Supreme Court rejects challenge to Illinois ban on carrying guns on public transit

The U.S. Supreme Court on April 6 rejected a group of Illinois residents’ challenge to a state law banning firearms on public transportation.

The justices denied the petition in Schoenthal v. Raoul in an unsigned order. The court did not explain its decision. No justices dissented.

The challengers cited the Supreme Court’s landmark 2022 decision in New York State Rifle and Pistol Association v. Bruen.

In that case, the court found that New York’s restrictive handgun licensing law violated the Second Amendment. The ruling affirmed the right to carry firearms in public for self-defense, and it created a legal test requiring that gun laws be consistent with the nation’s “historical tradition of firearm regulation” to survive constitutional scrutiny.

The challengers argued that the state ban violates the Second Amendment and the 14th Amendment.

“There is no historical tradition of banning law-abiding citizens from possessing firearms in crowded public locations where they may be more vulnerable,” their petition states.

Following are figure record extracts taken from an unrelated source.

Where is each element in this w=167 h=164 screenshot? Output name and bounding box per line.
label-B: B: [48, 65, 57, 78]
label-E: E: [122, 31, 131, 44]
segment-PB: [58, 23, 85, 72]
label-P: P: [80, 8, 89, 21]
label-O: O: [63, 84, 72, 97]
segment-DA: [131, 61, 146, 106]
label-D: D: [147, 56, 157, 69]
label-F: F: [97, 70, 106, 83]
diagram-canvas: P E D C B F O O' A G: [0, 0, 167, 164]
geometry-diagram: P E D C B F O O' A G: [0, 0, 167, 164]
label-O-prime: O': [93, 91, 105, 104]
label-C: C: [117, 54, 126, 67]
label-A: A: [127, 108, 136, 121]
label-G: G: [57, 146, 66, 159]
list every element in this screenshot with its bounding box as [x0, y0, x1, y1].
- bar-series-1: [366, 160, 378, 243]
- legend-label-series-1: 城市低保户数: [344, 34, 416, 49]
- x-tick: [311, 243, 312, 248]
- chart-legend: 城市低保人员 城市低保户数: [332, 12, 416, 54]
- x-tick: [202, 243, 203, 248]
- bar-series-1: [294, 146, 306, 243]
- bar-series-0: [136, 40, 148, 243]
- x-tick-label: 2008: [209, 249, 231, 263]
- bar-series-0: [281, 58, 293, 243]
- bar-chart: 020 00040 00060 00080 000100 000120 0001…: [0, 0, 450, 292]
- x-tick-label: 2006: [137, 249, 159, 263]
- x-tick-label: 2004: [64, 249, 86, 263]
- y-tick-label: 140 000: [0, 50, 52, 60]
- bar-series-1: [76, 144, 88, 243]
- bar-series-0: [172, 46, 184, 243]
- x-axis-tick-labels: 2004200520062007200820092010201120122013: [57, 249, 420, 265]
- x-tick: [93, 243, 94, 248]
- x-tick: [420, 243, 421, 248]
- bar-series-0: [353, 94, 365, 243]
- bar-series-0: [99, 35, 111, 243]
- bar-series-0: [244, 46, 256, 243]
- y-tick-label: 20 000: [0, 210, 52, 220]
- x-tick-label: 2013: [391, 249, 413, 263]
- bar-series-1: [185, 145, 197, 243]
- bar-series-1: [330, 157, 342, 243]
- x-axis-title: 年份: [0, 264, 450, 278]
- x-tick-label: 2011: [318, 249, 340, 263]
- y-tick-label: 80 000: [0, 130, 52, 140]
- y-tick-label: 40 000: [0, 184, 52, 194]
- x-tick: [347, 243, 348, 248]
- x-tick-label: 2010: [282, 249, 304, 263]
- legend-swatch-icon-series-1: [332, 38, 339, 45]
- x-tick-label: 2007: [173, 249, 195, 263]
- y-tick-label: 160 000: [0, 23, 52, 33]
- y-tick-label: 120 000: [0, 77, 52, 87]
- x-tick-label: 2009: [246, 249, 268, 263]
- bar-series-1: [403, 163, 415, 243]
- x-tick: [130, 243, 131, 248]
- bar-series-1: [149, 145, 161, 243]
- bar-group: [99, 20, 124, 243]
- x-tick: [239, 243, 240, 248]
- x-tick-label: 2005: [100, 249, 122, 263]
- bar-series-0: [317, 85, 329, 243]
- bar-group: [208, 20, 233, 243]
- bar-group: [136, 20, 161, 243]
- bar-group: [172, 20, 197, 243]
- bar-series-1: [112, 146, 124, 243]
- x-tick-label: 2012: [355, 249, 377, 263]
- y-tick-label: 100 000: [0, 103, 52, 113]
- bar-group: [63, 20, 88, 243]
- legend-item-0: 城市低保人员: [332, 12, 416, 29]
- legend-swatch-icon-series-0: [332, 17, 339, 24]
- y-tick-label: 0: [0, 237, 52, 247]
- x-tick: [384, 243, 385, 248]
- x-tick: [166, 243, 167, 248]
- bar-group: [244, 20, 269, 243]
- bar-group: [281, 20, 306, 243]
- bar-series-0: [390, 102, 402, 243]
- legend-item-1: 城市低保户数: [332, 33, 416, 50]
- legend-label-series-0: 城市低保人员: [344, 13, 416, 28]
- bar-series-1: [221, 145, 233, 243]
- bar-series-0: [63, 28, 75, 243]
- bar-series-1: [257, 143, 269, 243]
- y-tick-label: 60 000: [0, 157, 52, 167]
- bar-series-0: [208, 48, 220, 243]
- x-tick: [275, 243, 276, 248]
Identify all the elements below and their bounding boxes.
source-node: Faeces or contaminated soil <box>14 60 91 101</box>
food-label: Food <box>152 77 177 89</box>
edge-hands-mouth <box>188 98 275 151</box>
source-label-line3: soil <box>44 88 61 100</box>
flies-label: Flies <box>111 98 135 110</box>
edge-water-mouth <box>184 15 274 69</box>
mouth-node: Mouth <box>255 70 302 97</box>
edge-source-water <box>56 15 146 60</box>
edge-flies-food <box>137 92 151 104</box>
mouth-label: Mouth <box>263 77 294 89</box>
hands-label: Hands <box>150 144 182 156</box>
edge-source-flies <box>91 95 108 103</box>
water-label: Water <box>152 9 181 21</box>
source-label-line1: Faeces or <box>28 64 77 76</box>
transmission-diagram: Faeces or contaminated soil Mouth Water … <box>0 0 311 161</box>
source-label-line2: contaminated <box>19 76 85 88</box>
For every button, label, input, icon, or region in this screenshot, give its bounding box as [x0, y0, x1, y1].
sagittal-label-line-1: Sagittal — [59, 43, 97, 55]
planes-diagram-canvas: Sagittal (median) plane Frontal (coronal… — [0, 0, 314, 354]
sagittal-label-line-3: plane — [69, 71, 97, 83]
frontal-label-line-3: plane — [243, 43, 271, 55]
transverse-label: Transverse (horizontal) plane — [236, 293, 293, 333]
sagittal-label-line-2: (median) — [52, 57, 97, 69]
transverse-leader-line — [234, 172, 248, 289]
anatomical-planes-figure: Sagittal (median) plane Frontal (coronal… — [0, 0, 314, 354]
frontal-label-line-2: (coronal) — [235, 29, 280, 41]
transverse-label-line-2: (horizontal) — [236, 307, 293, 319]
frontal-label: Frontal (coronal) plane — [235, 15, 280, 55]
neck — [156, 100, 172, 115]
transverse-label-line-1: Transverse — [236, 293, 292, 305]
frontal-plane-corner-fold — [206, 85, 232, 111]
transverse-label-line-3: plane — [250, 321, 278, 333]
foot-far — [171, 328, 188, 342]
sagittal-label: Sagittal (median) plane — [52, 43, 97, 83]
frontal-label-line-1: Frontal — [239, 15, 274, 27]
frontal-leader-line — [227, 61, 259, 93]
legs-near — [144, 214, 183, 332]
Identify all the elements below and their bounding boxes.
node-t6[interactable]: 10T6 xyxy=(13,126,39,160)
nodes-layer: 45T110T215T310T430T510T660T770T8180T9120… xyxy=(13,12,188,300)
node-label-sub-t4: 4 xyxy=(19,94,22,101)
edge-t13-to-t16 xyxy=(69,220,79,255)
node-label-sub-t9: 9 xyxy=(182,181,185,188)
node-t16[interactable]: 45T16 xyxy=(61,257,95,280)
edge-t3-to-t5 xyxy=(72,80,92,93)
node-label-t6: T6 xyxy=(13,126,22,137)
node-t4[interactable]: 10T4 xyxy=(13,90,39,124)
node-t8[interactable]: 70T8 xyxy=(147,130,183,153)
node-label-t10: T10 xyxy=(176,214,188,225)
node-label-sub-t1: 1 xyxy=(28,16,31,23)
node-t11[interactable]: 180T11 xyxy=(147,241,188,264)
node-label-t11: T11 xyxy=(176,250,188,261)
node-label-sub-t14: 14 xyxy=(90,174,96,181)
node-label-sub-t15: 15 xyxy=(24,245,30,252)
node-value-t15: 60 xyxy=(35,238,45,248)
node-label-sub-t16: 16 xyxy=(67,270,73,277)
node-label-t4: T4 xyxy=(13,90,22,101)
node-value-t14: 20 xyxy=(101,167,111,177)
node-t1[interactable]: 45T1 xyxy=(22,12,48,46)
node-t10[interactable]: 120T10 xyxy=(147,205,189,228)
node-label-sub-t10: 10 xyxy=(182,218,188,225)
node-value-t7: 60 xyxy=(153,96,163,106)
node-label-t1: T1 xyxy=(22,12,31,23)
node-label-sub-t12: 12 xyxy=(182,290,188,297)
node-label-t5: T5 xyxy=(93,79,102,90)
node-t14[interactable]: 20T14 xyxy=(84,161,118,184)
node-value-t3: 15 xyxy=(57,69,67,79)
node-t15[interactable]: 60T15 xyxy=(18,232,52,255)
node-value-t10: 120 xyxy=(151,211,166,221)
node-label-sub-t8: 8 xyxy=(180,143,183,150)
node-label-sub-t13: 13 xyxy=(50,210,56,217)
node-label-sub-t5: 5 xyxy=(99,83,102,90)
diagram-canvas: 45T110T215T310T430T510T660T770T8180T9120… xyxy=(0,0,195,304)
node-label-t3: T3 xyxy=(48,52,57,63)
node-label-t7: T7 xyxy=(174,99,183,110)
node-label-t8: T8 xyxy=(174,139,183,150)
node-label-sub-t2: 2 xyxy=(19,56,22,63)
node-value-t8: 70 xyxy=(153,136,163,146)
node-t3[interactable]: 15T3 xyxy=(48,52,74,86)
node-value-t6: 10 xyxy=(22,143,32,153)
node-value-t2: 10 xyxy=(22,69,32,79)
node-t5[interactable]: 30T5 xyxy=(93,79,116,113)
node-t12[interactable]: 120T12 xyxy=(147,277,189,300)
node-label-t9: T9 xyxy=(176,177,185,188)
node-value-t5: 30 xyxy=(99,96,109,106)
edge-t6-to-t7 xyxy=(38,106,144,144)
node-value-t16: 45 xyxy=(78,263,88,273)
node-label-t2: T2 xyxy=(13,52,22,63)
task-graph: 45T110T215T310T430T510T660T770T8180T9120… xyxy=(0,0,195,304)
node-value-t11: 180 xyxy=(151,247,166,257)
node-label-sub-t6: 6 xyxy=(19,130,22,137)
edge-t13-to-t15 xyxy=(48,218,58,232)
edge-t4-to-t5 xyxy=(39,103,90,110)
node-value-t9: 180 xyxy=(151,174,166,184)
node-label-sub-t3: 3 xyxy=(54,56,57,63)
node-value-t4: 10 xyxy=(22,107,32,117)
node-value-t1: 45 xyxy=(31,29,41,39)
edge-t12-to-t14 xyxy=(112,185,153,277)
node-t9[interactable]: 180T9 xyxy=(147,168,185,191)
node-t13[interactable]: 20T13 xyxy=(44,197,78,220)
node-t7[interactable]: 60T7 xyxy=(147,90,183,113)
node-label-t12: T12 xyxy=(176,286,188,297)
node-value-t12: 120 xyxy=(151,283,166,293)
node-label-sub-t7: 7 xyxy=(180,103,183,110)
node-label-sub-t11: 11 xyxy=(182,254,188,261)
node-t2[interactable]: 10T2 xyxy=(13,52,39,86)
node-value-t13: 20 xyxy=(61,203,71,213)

“To the contrary, a number of colonies ‘required individual arms bearing for public-safety reasons’ in such circumstances.”

The residents sued in September 2022 in the U.S. District Court for the Northern District of Illinois, and that court ruled in their favor.

The court applied the Bruen test and held that the state had failed to justify the ban on the ground that it was part of a legitimate historical tradition of firearm regulation. The court found that the ban was unconstitutional, the petition said.

However, the U.S. Court of Appeals for the Seventh Circuit reversed, finding that the ban was constitutional because “a consistent historical thread prohibits firearms in analogously crowded and confined locations.”

The appeals court said there was also a tradition of restricting firearms in locations where “vulnerable populations” can be found and in places “owned and operated by the government,” the petition said.

The appeals court also said the rules that railroad companies used in the 1800s regarding carrying firearms in passenger cars justified the state ban.

“[Under Bruen,] we are not concerned with whether the government has demonstrated a compelling interest in regulating firearms on public transit. Maybe Illinois has made a good policy choice, maybe not,” the appeals court said.

“Our concern is whether the law aligns with the nation’s tradition. We hold that [the ban] is constitutional because it comports with regulatory principles that originated in the Founding era and continue to the present.”

The residents argued in the petition that the court decision conflicts with the Bruen precedent because the United States doesn’t have a tradition of banning firearms in crowded places or to protect so-called vulnerable populations.

The Supreme Court should take up the appeal because the case “presents an excellent vehicle for this Court to offer its first in-depth analysis of the ‘sensitive places’ doctrine” and to offer guidance to lower courts that are now examining similar Second Amendment challenges, the petition said.

Illinois Solicitor General Jane Elinor Notz had filed a brief urging the Supreme Court not to take up the case.

“The Seventh Circuit correctly applied Bruen to the case when it found that the restriction of carrying firearms on public transit was constitutional both as an analog of historically sensitive-place regulations and as a descendant of firearm restrictions on nineteenth-century passenger railroads,” the brief said.

The challengers’ attempts “to rebut those conclusions are meritless.”

After the new ruling, the challengers’ attorney, David H. Thompson of Cooper and Kirk in Washington, told The Epoch Times, “We are disappointed that the Supreme Court did not take up this important case.”

“We remain committed to vindicating the Second Amendment rights of all law-abiding citizens,” he said.

April McLaren, deputy press secretary to Illinois Attorney General Kwame Raoul, hailed the new ruling.

“This law is an important public-safety measure, and we are pleased that it will continue to be enforced in Illinois,” she told The Epoch Times.

Eileen O’Neill Burke, state’s attorney for Cook County, Illinois, also praised the court’s decision. Burke was a co-respondent in the case.

“Everyone deserves to feel safe on public transit,” she told The Epoch Times.

“Minimizing the risk from dangerous weapons is crucial to protect members of the public who use this vital public resource.

“We are pleased the Supreme Court agreed with our arguments, which will allow Illinois’ commonsense law banning firearms on public transportation to stand.”

This article by Matthew Vadum appeared April 7, 2026, in The Epoch Times. It was updated April 8, 2026.